From inside a program, the same visibility comes through the named system variables documented in Okuma Variable Types: VSPS reads the actual spindle speed (read-only), and the offset tables are readable and writable through VZOFX[n]/VZOFY[n]/VZOFZ[n] (work offsets) and VTOFH[n]/VTOFD[n] (tool offsets). A macro that logs VSPS into a VC variable at the moment it decides to stop has captured a piece of machine state that no amount of after-the-fact screen reading will recover.

A Debugging Workflow

StepDo this
1Read the severity letter before the message. A = machine problem, plan on a power cycle. B = fix and rerun. C/D = the machine is fine; something wants attention.
2Open the alarm history and find the first alarm in the cluster — that's the cause. Everything time-stamped after it is fallout.
3If a macro or probe package is in play, read the variable display before anyone resets: the VC values it parked are still there; VS values are already gone.
4If the pattern is mechanical (repeating servo/spindle alarms, no program change), compare live servo/spindle load against your known-good baseline.
5Only now open the alarm list manual — you know the number, the level, and the question you're asking it.

The order matters more than it looks.

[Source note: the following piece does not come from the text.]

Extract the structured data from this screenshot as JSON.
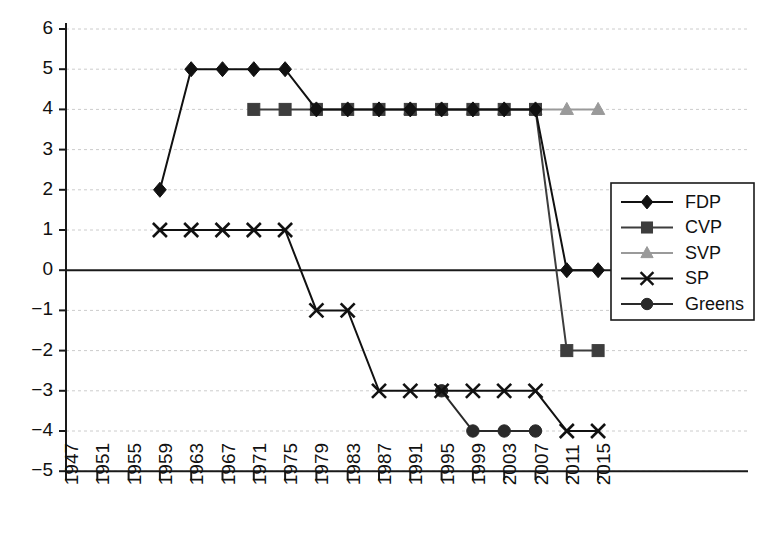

The letter comes first because an A-level alarm makes every program-side question moot — stop troubleshooting the G-code and start troubleshooting the machine. History comes before variables because the sequence tells you which macro or motion to interrogate: the level-B ATC alarm that followed a level-D "tool clamp confirmation" message is telling you about a switch, not the ATC. Variables come before anyone touches reset because parked VC values are the flight recorder and VS values are already gone. And the manual comes last on purpose — not because it's unimportant, but because by then you know which number to look up and what question you're asking it.

See Also

References

  • Okuma, OSP Operation Manual, Okuma Corporation.
  • Okuma, OSP Alarm List Manual, Okuma Corporation.
  • Okuma, OSP Programming Manual, Okuma Corporation.